Product design

TripIt Web Explorations

A platform redesign scoped as a focused modernization effort that became something considerably harder — a compliance-driven overhaul running alongside a full feature pipeline, through four product managers, multiple engineering team changes, a complete project pause, and a non-negotiable public deadline. The legacy experience was officially sunset in early 2025.

Roles I Played

Principal UX Designer

Every design decision on tripit.com — information architecture, interaction patterns, accessibility implementation, feature design — was mine. The one exception was Travel Guidance, designed by my teammate Masayo Okamoto. Everything else on the platform: solo, running concurrently with separate feature work and other product initiatives that had nothing to do with the redesign.

Design Systems Lead

Starting from Bootstrap Vue components and an existing brand color palette, I built the design system and component library from the ground up — and maintained it throughout the entire project. This wasn't a separate workstream with dedicated time. It happened in parallel with shipping features, across a toolchain that itself evolved: from Sketch and InVision in the early phases to Figma and eventually Figma Make. The system gave incoming engineers — and there were several waves of them — a documented, reliable reference for every UI element without needing to ask why something was built a certain way.

The Problem: A Platform That Had Aged Out

By 2019, tripit.com had been built incrementally by different designers across different eras. The result was a collection of pages that shared a URL but not much else.

Information overload with no hierarchy.

The trip detail view surfaced everything at once with no way to distinguish what mattered right now from reference data. Users described it as "page clutter of no value."

Actions buried or ambiguous.

Core tasks like editing a trip or adding a plan required multiple page loads or were hidden behind unclear icons.

No platform coherence.

Users moving between web and mobile were encountering two products that happened to share a name.

The Challenge: Designing Through the Chaos

A rotating door of product partners

The project ran through four PMs over its lifespan. The original PM was brought in specifically for this initiative and left after roughly two years. Her replacement was pulled to another team within months. I was also pulled off for approximately a year to work on a separate product, TripLink, before the project restarted. Each re-entry meant onboarding new partners with no prior context on decisions made years earlier.

A deadline that wasn't moveable

When the redesign became a hard priority again in early 2024 — driven by a particularly high-profile contract with strict compliance requirements — the timeline was tied to SAP Concur's Fusion 2025 conference. That date didn't move. The team working toward it included a distributed engineering group spanning the US and Brazil, many of whom were new to the codebase and the product.

Continuity as a design skill

Across every team change, tool migration, and project restart, I was the only person who had been present for the full arc. The design system I had been building the whole time wasn't just a component library — it was the institutional memory of the project. Every decision that had ever been made lived somewhere in that file. Keeping it coherent and current while simultaneously shipping under a feature factory timeline was, in retrospect, as much a part of the job as the design itself.

The Approach: Phased Parity, Then Sunset

The goal was full feature parity with the legacy experience — users could not lose access to anything they had before — while modernizing interaction patterns, establishing visual consistency, and satisfying compliance requirements.

We launched in phases with a toggle that let users switch between new and legacy while the new experience was built out. This reduced risk during the transition and gave us room to address edge cases without blocking progress. Usage of the legacy toggle declined steadily as the new experience matured. It was removed on schedule in early 2025.

What the redesign addressed:

  • Full IA overhaul of the three primary surfaces: signed-in homepage, trip list, and trip detail view
  • Cross-platform consistency — porting mobile patterns like the timeline view to web, where they had tested well with users
  • Accessibility throughout: skip navigation, WCAG-compliant contrast, and dynamic text sizing support
  • Compliance updates required by the high-profile contract and EU market expansion
  • Design system built from scratch and maintained across the full project lifespan

The Outcomes

The full experience launched in early 2025, which means meaningful longitudinal data is still relatively recent. What we do have: the legacy toggle saw consistent decline in usage post-launch and was retired on schedule, suggesting users were finding what they needed in the new experience without needing to fall back.

The more established signal came from our Customer Support team, whom we collaborated with regularly throughout the project to triage user-reported friction. That feedback loop directly shaped efforts like the Add/Edit/View Plan update — a post-launch iteration driven entirely by support ticket patterns. A noticeable drop in tickets related to the specific pain points we targeted was the clearest indicator we had that the redesign was doing what it was supposed to do.

What I'd Do Differently

  • Fight for more research. The early research was solid and shaped the initial direction well. In the middle years, under PM turnover and deadline pressure, the process leaned more heavily on support signals and design judgment than structured user input. It held up — but it was a calculated risk, not a deliberate choice.
  • A better system for rich UX documentation. The design system carried a lot of institutional memory, but decisions that lived only in my head created unnecessary risk every time a new team member joined. A lighter-weight decision log running alongside the Figma file would have made every onboarding faster.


PROBLEM TO SOLVE → When a line below holds the string "lambda", show that line.
*** Opening of SUPPLIED ENTRIES ***
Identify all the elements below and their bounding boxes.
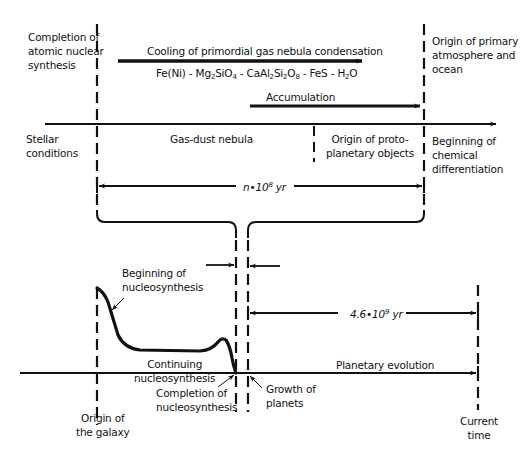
funnel-left: [97, 210, 236, 238]
funnel-right: [248, 210, 424, 238]
label-proto-planetary: Origin of proto- planetary objects: [326, 132, 414, 160]
label-completion-nucleosynthesis: Completion of nucleosynthesis: [156, 386, 237, 414]
pointer-begin-nucleo: [112, 298, 124, 310]
label-stellar-conditions: Stellar conditions: [26, 132, 78, 160]
label-planetary-evolution: Planetary evolution: [336, 358, 434, 372]
pointer-growth: [250, 376, 262, 388]
label-beginning-nucleosynthesis: Beginning of nucleosynthesis: [122, 266, 203, 294]
label-origin-galaxy: Origin of the galaxy: [76, 411, 129, 439]
label-duration-lower: 4.6•109 yr: [350, 305, 403, 321]
cosmochemical-timeline-diagram: Completion of atomic nuclear synthesis O…: [0, 0, 522, 463]
label-gas-dust-nebula: Gas-dust nebula: [170, 132, 253, 146]
label-continuing-nucleosynthesis: Continuing nucleosynthesis: [134, 357, 215, 385]
label-formula: Fe(Ni) - Mg2SiO4 - CaAl2Si2O8 - FeS - H2…: [156, 66, 357, 84]
label-growth-planets: Growth of planets: [266, 382, 316, 410]
label-completion-atomic: Completion of atomic nuclear synthesis: [28, 30, 104, 72]
label-chemical-differentiation: Beginning of chemical differentiation: [432, 134, 503, 176]
label-duration-upper: n•108 yr: [243, 178, 286, 194]
label-accumulation: Accumulation: [266, 90, 335, 104]
label-origin-atmosphere: Origin of primary atmosphere and ocean: [432, 34, 518, 76]
label-current-time: Current time: [460, 414, 498, 442]
label-cooling: Cooling of primordial gas nebula condens…: [147, 44, 383, 58]
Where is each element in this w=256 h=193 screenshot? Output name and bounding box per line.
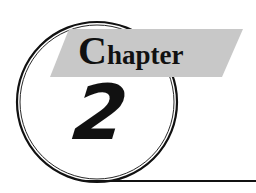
chapter-title: Chapter bbox=[78, 31, 183, 71]
chapter-title-rest: hapter bbox=[107, 40, 184, 70]
chapter-title-initial: C bbox=[78, 28, 107, 73]
chapter-number: 2 bbox=[70, 75, 131, 151]
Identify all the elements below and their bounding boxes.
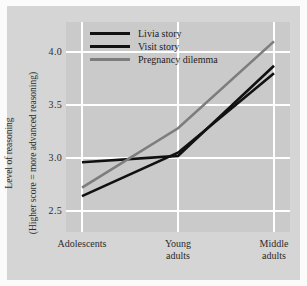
legend-item-pregnancy-dilemma: Pregnancy dilemma xyxy=(90,53,240,66)
x-tick-middle-adults: Middle adults xyxy=(229,238,307,261)
legend-swatch-pregnancy-dilemma xyxy=(90,58,130,61)
chart-figure: 2.5 3.0 3.5 4.0 Adolescents Young adults… xyxy=(0,0,307,286)
legend-label-livia-story: Livia story xyxy=(138,28,182,39)
series-line-livia-story xyxy=(82,66,274,162)
y-axis-label-line2: (Higher score = more advanced reasoning) xyxy=(27,48,39,258)
legend-swatch-visit-story xyxy=(90,45,130,48)
y-axis-label: Level of reasoning (Higher score = more … xyxy=(0,48,51,258)
y-axis-label-line1: Level of reasoning xyxy=(3,48,15,258)
x-tick-young-adults: Young adults xyxy=(133,238,223,261)
legend-label-visit-story: Visit story xyxy=(138,41,179,52)
legend-swatch-livia-story xyxy=(90,32,130,35)
legend: Livia story Visit story Pregnancy dilemm… xyxy=(90,27,240,66)
legend-item-livia-story: Livia story xyxy=(90,27,240,40)
legend-label-pregnancy-dilemma: Pregnancy dilemma xyxy=(138,54,218,65)
legend-item-visit-story: Visit story xyxy=(90,40,240,53)
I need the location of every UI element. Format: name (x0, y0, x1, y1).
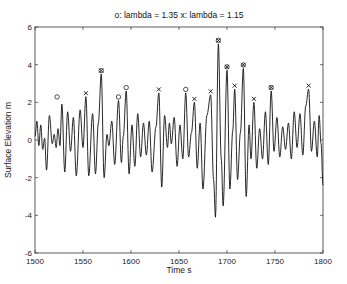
y-tick-label: 4 (28, 61, 33, 70)
x-axis-label: Time s (166, 265, 191, 275)
y-tick-label: -2 (25, 174, 33, 183)
x-tick-label: 1750 (266, 257, 284, 266)
x-tick-label: 1600 (122, 257, 140, 266)
x-tick-label: 1800 (314, 257, 332, 266)
y-tick-label: -6 (25, 249, 33, 258)
y-axis-label: Surface Elevation m (3, 102, 13, 178)
chart-title: o: lambda = 1.35 x: lambda = 1.15 (114, 10, 243, 20)
figure: o: lambda = 1.35 x: lambda = 1.15 150015… (0, 0, 347, 284)
y-tick-label: 6 (28, 23, 33, 32)
x-tick-label: 1500 (26, 257, 44, 266)
x-tick-label: 1550 (74, 257, 92, 266)
plot-area: 1500155016001650170017501800 -6-4-20246 (25, 23, 333, 266)
y-tick-label: -4 (25, 211, 33, 220)
x-tick-label: 1700 (218, 257, 236, 266)
y-tick-label: 2 (28, 98, 33, 107)
y-tick-label: 0 (28, 136, 33, 145)
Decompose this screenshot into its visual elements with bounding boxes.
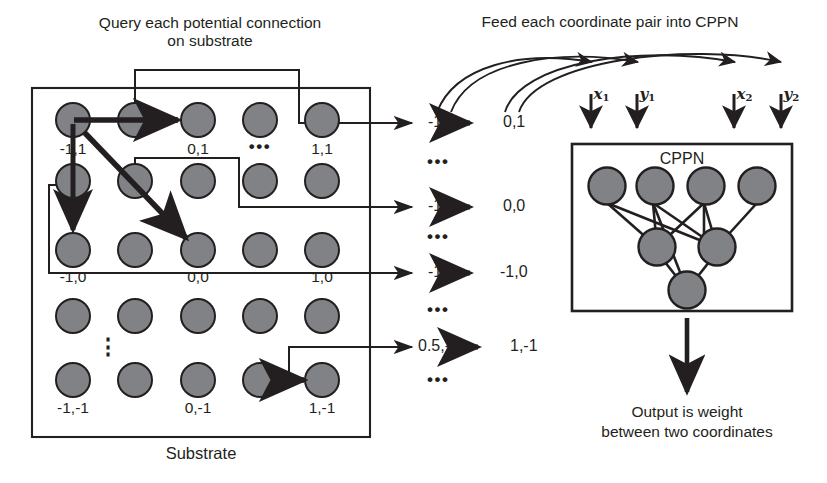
substrate-node: [243, 103, 277, 137]
substrate-node: [243, 233, 277, 267]
cppn-input-label-x2: x2: [714, 68, 754, 121]
substrate-node: [181, 299, 215, 333]
cppn-output-label: Output is weight between two coordinates: [587, 402, 787, 442]
cppn-input-node: [739, 168, 776, 205]
pair-target-1: 0,1: [503, 113, 525, 132]
pair-target-2: 0,0: [503, 197, 525, 216]
pair-separator-1: •••: [427, 152, 449, 172]
cppn-input-node: [637, 168, 674, 205]
substrate-coord-label: -1,1: [43, 140, 103, 158]
cppn-input-sub: 2: [745, 92, 752, 103]
cppn-node-group: [589, 168, 776, 309]
cppn-input-sub: 1: [648, 92, 655, 103]
substrate-node: [243, 299, 277, 333]
substrate-coord-label: 1,1: [292, 140, 352, 158]
substrate-node: [305, 233, 339, 267]
substrate-node: [305, 103, 339, 137]
substrate-coord-label: 1,-1: [292, 399, 352, 417]
substrate-node: [56, 363, 90, 397]
substrate-node: [305, 164, 339, 198]
substrate-node: [243, 164, 277, 198]
pair-target-4: 1,-1: [510, 337, 538, 356]
substrate-node: [305, 363, 339, 397]
pair-source-4: 0.5,-1: [418, 337, 459, 356]
substrate-node: [305, 299, 339, 333]
substrate-coord-label: -1,0: [43, 268, 103, 286]
substrate-node: [118, 363, 152, 397]
cppn-input-sub: 2: [792, 92, 799, 103]
pair-separator-4: •••: [427, 370, 449, 390]
substrate-node: [181, 233, 215, 267]
cppn-input-base: y: [640, 85, 649, 103]
cppn-hidden-node: [699, 229, 736, 266]
cppn-input-label-y2: y2: [761, 68, 801, 121]
substrate-ellipsis-vertical: ⋮: [93, 334, 123, 360]
pair-separator-2: •••: [427, 227, 449, 247]
cppn-output-node: [669, 272, 706, 309]
substrate-node: [56, 299, 90, 333]
substrate-coord-label: 1,0: [292, 268, 352, 286]
cppn-input-label-y1: y1: [617, 68, 657, 121]
substrate-node: [181, 363, 215, 397]
substrate-node: [181, 103, 215, 137]
cppn-input-node: [589, 168, 626, 205]
substrate-ellipsis-horizontal: •••: [236, 137, 284, 157]
substrate-node: [118, 233, 152, 267]
query-route-3: [49, 185, 412, 273]
cppn-title: CPPN: [632, 150, 732, 169]
substrate-label: Substrate: [141, 444, 261, 463]
cppn-hidden-node: [639, 229, 676, 266]
substrate-coord-label: 0,0: [168, 268, 228, 286]
cppn-input-label-x1: x1: [571, 68, 611, 121]
substrate-node: [181, 164, 215, 198]
diagram-canvas: Query each potential connection on subst…: [0, 0, 827, 483]
substrate-node: [118, 299, 152, 333]
substrate-coord-label: -1,-1: [43, 399, 103, 417]
cppn-input-base: y: [784, 85, 793, 103]
substrate-node: [243, 363, 277, 397]
pair-separator-3: •••: [427, 300, 449, 320]
pair-target-3: -1,0: [500, 263, 528, 282]
pair-source-2: -1,1: [428, 197, 456, 216]
cppn-input-sub: 1: [602, 92, 609, 103]
pair-source-3: -1,1: [428, 263, 456, 282]
cppn-input-node: [688, 168, 725, 205]
substrate-coord-label: 0,1: [168, 140, 228, 158]
substrate-node: [56, 233, 90, 267]
substrate-coord-label: 0,-1: [168, 399, 228, 417]
pair-source-1: -1,1: [428, 113, 456, 132]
*** Close of SUPPLIED ENTRIES ***
WRITTEN RESPONSE →
chart-title: o: lambda = 1.35 x: lambda = 1.15 (114, 10, 243, 20)
figure: o: lambda = 1.35 x: lambda = 1.15 150015… (0, 0, 347, 284)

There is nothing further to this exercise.